Glossary
SSTI (Server-Side Template Injection)
A vulnerability that allows injecting code into server-side template engines (Jinja2, Twig, Blade). SSTI occurs when user data is inserted directly into a template without sanitization. It can lead to file reading, system command execution, and full server compromise.
How SSTI happens
Server-Side Template Injection occurs when user-supplied data is interpreted by the template engine instead of being treated as text. The affected engines are everywhere: Jinja2 (Python), Twig and Blade (PHP), Freemarker (Java), Handlebars or EJS (Node.js). The classic test is injecting {{7*7}}: if the page renders 49, the engine evaluated the expression — and an attacker can usually go much further, often up to arbitrary code execution on the server (RCE).
Where it shows up in HR SaaS
HR and payroll software is particularly exposed because it generates a lot of personalized documents: candidate email templates, generated employment contracts, certificates, internal communication campaigns. Every 'customizable template' feature where a client can insert variables ({{first_name}}, {{salary}}) is a potential SSTI surface. If the rendering engine isn't sandboxed, a malicious user can go from a simple email template to reading the server's environment variables — secrets, API keys, database credentials.
How CleanIssue tests for SSTI
We identify every input that feeds a document or email rendering path, then test engine-specific payloads in a controlled way, without destructive exploitation. An SSTI finding always includes the evaluation proof (the famous 49), the identified engine, and the reachable impact level, with sandboxing or escaping recommendations suited to your stack.
Frequently asked questions
How severe is SSTI?
Often critical. Depending on the template engine and its configuration, SSTI can allow reading server files, exfiltrating environment secrets, or executing arbitrary code (RCE). In a multi-tenant SaaS, that can compromise every client's data.
How do you prevent SSTI?
Never concatenate user input into a template. Use sandboxed engines (e.g. Jinja2's SandboxedEnvironment), logic-less templates for client-provided content, and strictly limit the variables available at render time. Input validation alone is not enough.
What is the difference between SSTI and XSS?
XSS executes in the victim's browser; SSTI executes on your server. SSTI impact is therefore usually far greater: it targets the platform's infrastructure and data, not just one user's session.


**Exercise details**
Where the string "Taux" occurs in a line of the data below, that line should be copied.

**The records**
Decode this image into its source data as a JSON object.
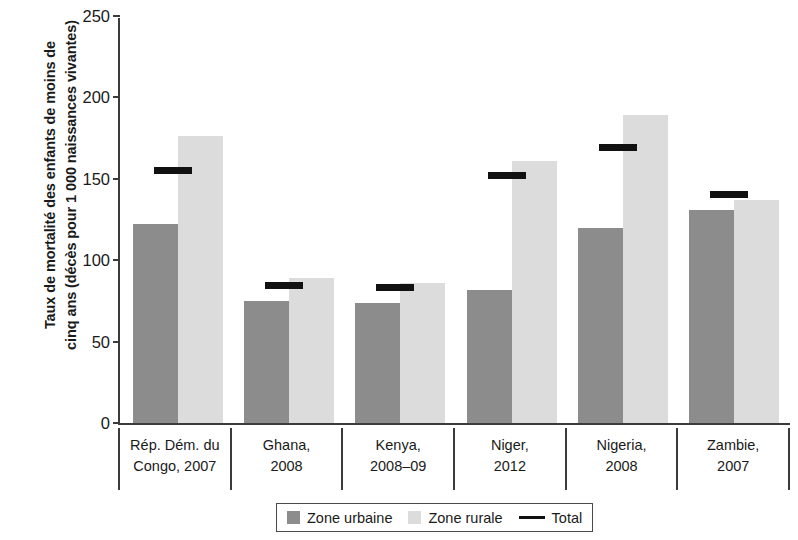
{
  "chart_data": {
    "type": "bar",
    "title": "",
    "subtitle": "",
    "xlabel": "",
    "ylabel_lines": [
      "Taux de mortalité des enfants de moins de",
      "cinq ans (décès pour 1 000 naissances vivantes)"
    ],
    "ylabel": "Taux de mortalité des enfants de moins de cinq ans (décès pour 1 000 naissances vivantes)",
    "ylim": [
      0,
      250
    ],
    "ytick_labels": [
      "250",
      "200",
      "150",
      "100",
      "50",
      "0"
    ],
    "ytick_values": [
      250,
      200,
      150,
      100,
      50,
      0
    ],
    "grid": false,
    "legend_position": "bottom-center",
    "categories": [
      "Rép. Dém. du Congo, 2007",
      "Ghana, 2008",
      "Kenya, 2008–09",
      "Niger, 2012",
      "Nigeria, 2008",
      "Zambie, 2007"
    ],
    "category_lines": [
      [
        "Rép. Dém. du",
        "Congo, 2007"
      ],
      [
        "Ghana,",
        "2008"
      ],
      [
        "Kenya,",
        "2008–09"
      ],
      [
        "Niger,",
        "2012"
      ],
      [
        "Nigeria,",
        "2008"
      ],
      [
        "Zambie,",
        "2007"
      ]
    ],
    "series": [
      {
        "name": "Zone urbaine",
        "color": "#8c8c8c",
        "type": "bar",
        "values": [
          122,
          75,
          74,
          82,
          120,
          131
        ]
      },
      {
        "name": "Zone rurale",
        "color": "#dcdcdc",
        "type": "bar",
        "values": [
          176,
          89,
          86,
          161,
          189,
          137
        ]
      },
      {
        "name": "Total",
        "color": "#111111",
        "type": "marker-line",
        "values": [
          155,
          84,
          83,
          152,
          169,
          140
        ]
      }
    ]
  },
  "legend": {
    "items": [
      {
        "label": "Zone urbaine",
        "marker": "square-dark-gray"
      },
      {
        "label": "Zone rurale",
        "marker": "square-light-gray"
      },
      {
        "label": "Total",
        "marker": "horizontal-line-black"
      }
    ]
  },
  "colors": {
    "urban": "#8c8c8c",
    "rural": "#dcdcdc",
    "total": "#111111",
    "axis": "#3b3b3b",
    "background": "#ffffff"
  }
}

**Expected answer**
      "Taux de mortalité des enfants de moins de",
    "ylabel": "Taux de mortalité des enfants de moins de cinq ans (décès pour 1 000 naissances vivantes)",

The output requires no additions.